I swear to god I thought she was saying, "I came in like a rainbow".
I swear to god I thought she was saying, "I came in like a rainbow".
I think, "You're firing from both ends. I ran the ballistics," was my favorite.
I call it the Walking Dead effect.
There was a throwaway line in one scene where the guy (I'm sorry I can't be more specific, but he was a 6'2 slag of tapioca) asked, "How did we not know about her father's criminal record," and then no one ever referenced that again.
She kind of reminds me of Olivia Wilde.
He's the mom?
Two things bothered me in this episode. One is the premise that a certain number of witch burnings were totally justified, but fuck it, I can live with that. The premise of the show is that witches are real and some of them are evil, so okay.
It's an old joke, supposedly something Gerald Ford said about Lincoln. I don't know if it's apocryphal or if it actually happened, I've never done the legwork.
I think the people Richard has been killing will turn up in some sort of scam of his family— either trying to foreclose on the farm or not paying off on some insurance thing. Emma probably wrote him a letter saying some company was trying to evict her and so he blows into town like a cold winter wind, leaving corpses…
My theory on the Harrow thing is some sort of shady types were trying to foreclose on the family farm (or something equally shady) and so he had to show up for a little murder spree.
If Roy Phillips were alive today he would roll over in his grave.
There's a lot of overlap between Chaotic Evil and Neutral Hungry.
It's worth noting that Last Man Standing gives the "Story By" credit to Kurosawa, even though by setting it in a town controlled by gangsters and bootleggers it was much closer to Red Harvest.
My take away from "Of Late I Think of Cliffordville" (other than Julie Newmar, who dragged me kicking and screaming into puberty when I first saw this episode as a young man) was that successful people tend to attribute their success to their own ability without considering how much of it was luck. Featherstone got…
Does the commercial I keep seeing for this movie really say, "Not since 'Fargo' has a movie been this inspiring—"? Because that doesn't make any sense to me. But I can't think of what other movie they could be saying. Margo, Cargo, 'Bargo (possibly an affecting documentary about the social and economic consequences…
In Gary David Goldberg's book "Sit, Ubu, Sit" he talks about giving Bill Lawrence fhis break on Spin City. He said that Lawrence would come up with 100 ideas and 97 of them would be crazy, but the other three would be these flashes of brilliance that no one else could have come up with. As Scrubs went along, I think…
He mentions in the commentary that he did pick some of the music for the show. One of the more amusing story lines in the commentary is how Zach Braff went from a complete unknown (he couldn't get into clubs without Donald Faison) to moderately well-known as the star of Scrubs, to a bit of an ego after Garden State.
In the commentary they say they just decided to write the character as Tara Reid.
I liked how Fausto showed up after Linder was pretty much done digging the grave. I mean, they pretty clearly had followed him from his apartment and were probably watching him the whole time, but why show up before he's done? You're going to need the grave and it's not like your fat henchman is going to dig it. He…
It seems like kind of a big coincidence that the guy who was Gedman's psychiatrist was in the police station the day before he gets murdered by the Beast.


#### [Assignment]
Transcribe, word for word, all of the entries below, and exclude any pictures from the copy.

START Data provided

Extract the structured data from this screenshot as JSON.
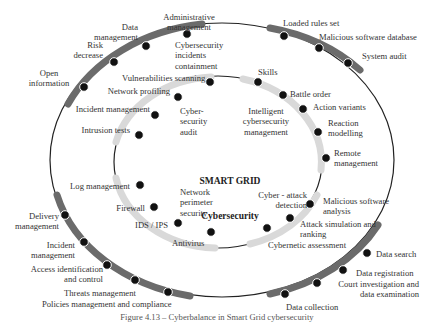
{
  "center": {
    "title_line1": "SMART GRID",
    "title_line2": "Cybersecurity"
  },
  "colors": {
    "outer_band": "#6b6b6b",
    "inner_band": "#d9d9d9",
    "dot": "#111111",
    "line": "#222222",
    "text": "#333333"
  },
  "outer_ring": {
    "labels": [
      "Administrative\nmanagement",
      "Data\nmanagement",
      "Risk\ndecrease",
      "Open\ninformation",
      "Loaded rules set",
      "Malicious software database",
      "System audit",
      "Delivery\nmanagement",
      "Incident\nmanagement",
      "Access identification\nand control",
      "Threats management",
      "Policies management and compliance",
      "Data search",
      "Data registration",
      "Court investigation and\ndata examination",
      "Data collection"
    ]
  },
  "inner_ring": {
    "labels": [
      "Cybersecurity\nincidents\ncontainment",
      "Vulnerabilities scanning",
      "Network profiling",
      "Incident management",
      "Intrusion tests",
      "Log management",
      "Firewall",
      "IDS / IPS",
      "Antivirus",
      "Skills",
      "Battle order",
      "Action variants",
      "Reaction\nmodelling",
      "Remote\nmanagement",
      "Malicious software\nanalysis",
      "Attack simulation and\nranking",
      "Cybernetic assessment"
    ],
    "quadrants": [
      "Cyber-\nsecurity\naudit",
      "Intelligent\ncybersecurity\nmanagement",
      "Network\nperimeter\nsecurity",
      "Cyber - attack\ndetection"
    ]
  },
  "caption": "Figure 4.13 – Cyberbalance in Smart Grid cybersecurity"
}
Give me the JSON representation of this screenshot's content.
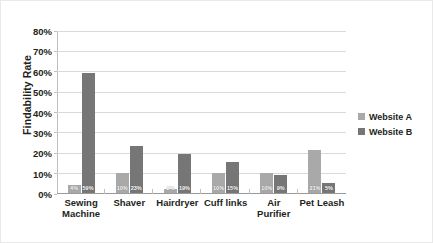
{
  "chart_data": {
    "type": "bar",
    "title": "",
    "subtitle": "",
    "xlabel": "",
    "ylabel": "Findability Rate",
    "ylim": [
      0,
      80
    ],
    "y_tick_labels": [
      "0%",
      "10%",
      "20%",
      "30%",
      "40%",
      "50%",
      "60%",
      "70%",
      "80%"
    ],
    "y_tick_values": [
      0,
      10,
      20,
      30,
      40,
      50,
      60,
      70,
      80
    ],
    "grid": true,
    "legend_position": "right",
    "categories": [
      "Sewing Machine",
      "Shaver",
      "Hairdryer",
      "Cuff links",
      "Air Purifier",
      "Pet Leash"
    ],
    "series": [
      {
        "name": "Website A",
        "color": "#a9a9a9",
        "values": [
          4,
          10,
          2,
          10,
          10,
          21
        ],
        "labels": [
          "4%",
          "10%",
          "2%",
          "10%",
          "10%",
          "21%"
        ]
      },
      {
        "name": "Website B",
        "color": "#767676",
        "values": [
          59,
          23,
          19,
          15,
          9,
          5
        ],
        "labels": [
          "59%",
          "23%",
          "19%",
          "15%",
          "9%",
          "5%"
        ]
      }
    ]
  },
  "legend": {
    "items": [
      {
        "label": "Website A",
        "color": "#a9a9a9"
      },
      {
        "label": "Website B",
        "color": "#767676"
      }
    ]
  },
  "colors": {
    "series_a": "#a9a9a9",
    "series_b": "#767676",
    "gridline": "#d9d9d9",
    "axis": "#bfbfbf",
    "text": "#231f20",
    "background": "#ffffff"
  }
}
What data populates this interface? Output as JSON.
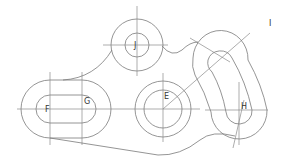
{
  "drawing": {
    "type": "2D mechanical part drawing",
    "stroke_color": "#7a7a7a",
    "background": "#ffffff",
    "labels": [
      {
        "id": "J",
        "text": "J",
        "x": 134,
        "y": 42
      },
      {
        "id": "I",
        "text": "I",
        "x": 269,
        "y": 20
      },
      {
        "id": "G",
        "text": "G",
        "x": 84,
        "y": 98
      },
      {
        "id": "F",
        "text": "F",
        "x": 45,
        "y": 106
      },
      {
        "id": "E",
        "text": "E",
        "x": 164,
        "y": 93
      },
      {
        "id": "H",
        "text": "H",
        "x": 241,
        "y": 103
      }
    ],
    "features": {
      "circle_J": {
        "cx": 137,
        "cy": 45,
        "r_outer": 26,
        "r_inner": 12
      },
      "circle_E": {
        "cx": 163,
        "cy": 109,
        "r_outer": 28,
        "r_inner": 19
      },
      "slot_FG": {
        "cx_left": 50,
        "cx_right": 82,
        "cy": 109,
        "r_outer": 29,
        "r_inner": 14
      },
      "curved_slot_H": {
        "lower_center": [
          239,
          110
        ],
        "upper_center": [
          220,
          58
        ],
        "r_outer": 28,
        "r_inner": 13
      }
    }
  }
}
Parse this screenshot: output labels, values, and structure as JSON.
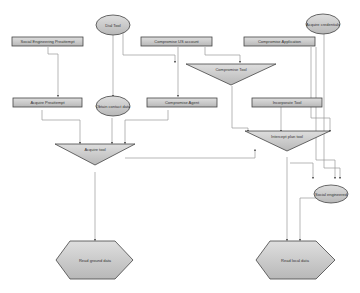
{
  "diagram": {
    "title": "",
    "nodes": {
      "social_eng": {
        "label": "Social Engineering Preattempt",
        "shape": "rectangle"
      },
      "dial_tool": {
        "label": "Dial Tool",
        "shape": "ellipse"
      },
      "compromise_us": {
        "label": "Compromise US account",
        "shape": "rectangle"
      },
      "compromise_application": {
        "label": "Compromise Application",
        "shape": "rectangle"
      },
      "acquire_credentials": {
        "label": "Acquire credentials",
        "shape": "ellipse"
      },
      "compromise_tool": {
        "label": "Compromise Tool",
        "shape": "triangle"
      },
      "acquire_preattempt": {
        "label": "Acquire Preattempt",
        "shape": "rectangle"
      },
      "obtain_contact": {
        "label": "Obtain contact data",
        "shape": "ellipse"
      },
      "compromise_agent": {
        "label": "Compromise Agent",
        "shape": "rectangle"
      },
      "incorporate_tool": {
        "label": "Incorporate Tool",
        "shape": "rectangle"
      },
      "acquire_tool": {
        "label": "Acquire tool",
        "shape": "triangle"
      },
      "intercept_plan": {
        "label": "Intercept plan tool",
        "shape": "triangle"
      },
      "social_engineered": {
        "label": "Social engineered",
        "shape": "ellipse"
      },
      "read_ground": {
        "label": "Read ground data",
        "shape": "hexagon"
      },
      "read_local": {
        "label": "Read local data",
        "shape": "hexagon"
      }
    },
    "colors": {
      "node_fill": "#c8c8c8",
      "node_border": "#444444",
      "edge": "#888888",
      "background": "#ffffff"
    }
  }
}
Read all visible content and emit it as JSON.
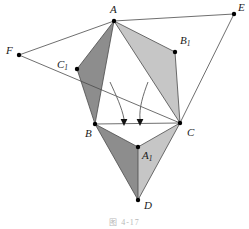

END Data provided

#### [Written solution]
Extract the structured data from this screenshot as JSON.
{
  "center": {
    "title_line1": "SMART GRID",
    "title_line2": "Cybersecurity"
  },
  "colors": {
    "outer_band": "#6b6b6b",
    "inner_band": "#d9d9d9",
    "dot": "#111111",
    "line": "#222222",
    "text": "#333333"
  },
  "outer_ring": {
    "labels": [
      "Administrative\nmanagement",
      "Data\nmanagement",
      "Risk\ndecrease",
      "Open\ninformation",
      "Loaded rules set",
      "Malicious software database",
      "System audit",
      "Delivery\nmanagement",
      "Incident\nmanagement",
      "Access identification\nand control",
      "Threats management",
      "Policies management and compliance",
      "Data search",
      "Data registration",
      "Court investigation and\ndata examination",
      "Data collection"
    ]
  },
  "inner_ring": {
    "labels": [
      "Cybersecurity\nincidents\ncontainment",
      "Vulnerabilities scanning",
      "Network profiling",
      "Incident management",
      "Intrusion tests",
      "Log management",
      "Firewall",
      "IDS / IPS",
      "Antivirus",
      "Skills",
      "Battle order",
      "Action variants",
      "Reaction\nmodelling",
      "Remote\nmanagement",
      "Malicious software\nanalysis",
      "Attack simulation and\nranking",
      "Cybernetic assessment"
    ],
    "quadrants": [
      "Cyber-\nsecurity\naudit",
      "Intelligent\ncybersecurity\nmanagement",
      "Network\nperimeter\nsecurity",
      "Cyber - attack\ndetection"
    ]
  },
  "caption": "Figure 4.13 – Cyberbalance in Smart Grid cybersecurity"
}
Give me the JSON representation of this screenshot's content.
{
  "chart_data": {
    "type": "bar",
    "title": "",
    "subtitle": "",
    "xlabel": "",
    "ylabel": "Findability Rate",
    "ylim": [
      0,
      80
    ],
    "y_tick_labels": [
      "0%",
      "10%",
      "20%",
      "30%",
      "40%",
      "50%",
      "60%",
      "70%",
      "80%"
    ],
    "y_tick_values": [
      0,
      10,
      20,
      30,
      40,
      50,
      60,
      70,
      80
    ],
    "grid": true,
    "legend_position": "right",
    "categories": [
      "Sewing Machine",
      "Shaver",
      "Hairdryer",
      "Cuff links",
      "Air Purifier",
      "Pet Leash"
    ],
    "series": [
      {
        "name": "Website A",
        "color": "#a9a9a9",
        "values": [
          4,
          10,
          2,
          10,
          10,
          21
        ],
        "labels": [
          "4%",
          "10%",
          "2%",
          "10%",
          "10%",
          "21%"
        ]
      },
      {
        "name": "Website B",
        "color": "#767676",
        "values": [
          59,
          23,
          19,
          15,
          9,
          5
        ],
        "labels": [
          "59%",
          "23%",
          "19%",
          "15%",
          "9%",
          "5%"
        ]
      }
    ]
  },
  "legend": {
    "items": [
      {
        "label": "Website A",
        "color": "#a9a9a9"
      },
      {
        "label": "Website B",
        "color": "#767676"
      }
    ]
  },
  "colors": {
    "series_a": "#a9a9a9",
    "series_b": "#767676",
    "gridline": "#d9d9d9",
    "axis": "#bfbfbf",
    "text": "#231f20",
    "background": "#ffffff"
  }
}
What data populates this interface? Output as JSON.
{
  "drawing": {
    "type": "2D mechanical part drawing",
    "stroke_color": "#7a7a7a",
    "background": "#ffffff",
    "labels": [
      {
        "id": "J",
        "text": "J",
        "x": 134,
        "y": 42
      },
      {
        "id": "I",
        "text": "I",
        "x": 269,
        "y": 20
      },
      {
        "id": "G",
        "text": "G",
        "x": 84,
        "y": 98
      },
      {
        "id": "F",
        "text": "F",
        "x": 45,
        "y": 106
      },
      {
        "id": "E",
        "text": "E",
        "x": 164,
        "y": 93
      },
      {
        "id": "H",
        "text": "H",
        "x": 241,
        "y": 103
      }
    ],
    "features": {
      "circle_J": {
        "cx": 137,
        "cy": 45,
        "r_outer": 26,
        "r_inner": 12
      },
      "circle_E": {
        "cx": 163,
        "cy": 109,
        "r_outer": 28,
        "r_inner": 19
      },
      "slot_FG": {
        "cx_left": 50,
        "cx_right": 82,
        "cy": 109,
        "r_outer": 29,
        "r_inner": 14
      },
      "curved_slot_H": {
        "lower_center": [
          239,
          110
        ],
        "upper_center": [
          220,
          58
        ],
        "r_outer": 28,
        "r_inner": 13
      }
    }
  }
}
Parse this screenshot: output labels, values, and structure as JSON.
{
  "diagram": {
    "title": "",
    "nodes": {
      "social_eng": {
        "label": "Social Engineering Preattempt",
        "shape": "rectangle"
      },
      "dial_tool": {
        "label": "Dial Tool",
        "shape": "ellipse"
      },
      "compromise_us": {
        "label": "Compromise US account",
        "shape": "rectangle"
      },
      "compromise_application": {
        "label": "Compromise Application",
        "shape": "rectangle"
      },
      "acquire_credentials": {
        "label": "Acquire credentials",
        "shape": "ellipse"
      },
      "compromise_tool": {
        "label": "Compromise Tool",
        "shape": "triangle"
      },
      "acquire_preattempt": {
        "label": "Acquire Preattempt",
        "shape": "rectangle"
      },
      "obtain_contact": {
        "label": "Obtain contact data",
        "shape": "ellipse"
      },
      "compromise_agent": {
        "label": "Compromise Agent",
        "shape": "rectangle"
      },
      "incorporate_tool": {
        "label": "Incorporate Tool",
        "shape": "rectangle"
      },
      "acquire_tool": {
        "label": "Acquire tool",
        "shape": "triangle"
      },
      "intercept_plan": {
        "label": "Intercept plan tool",
        "shape": "triangle"
      },
      "social_engineered": {
        "label": "Social engineered",
        "shape": "ellipse"
      },
      "read_ground": {
        "label": "Read ground data",
        "shape": "hexagon"
      },
      "read_local": {
        "label": "Read local data",
        "shape": "hexagon"
      }
    },
    "colors": {
      "node_fill": "#c8c8c8",
      "node_border": "#444444",
      "edge": "#888888",
      "background": "#ffffff"
    }
  }
}
Read all visible content and emit it as JSON.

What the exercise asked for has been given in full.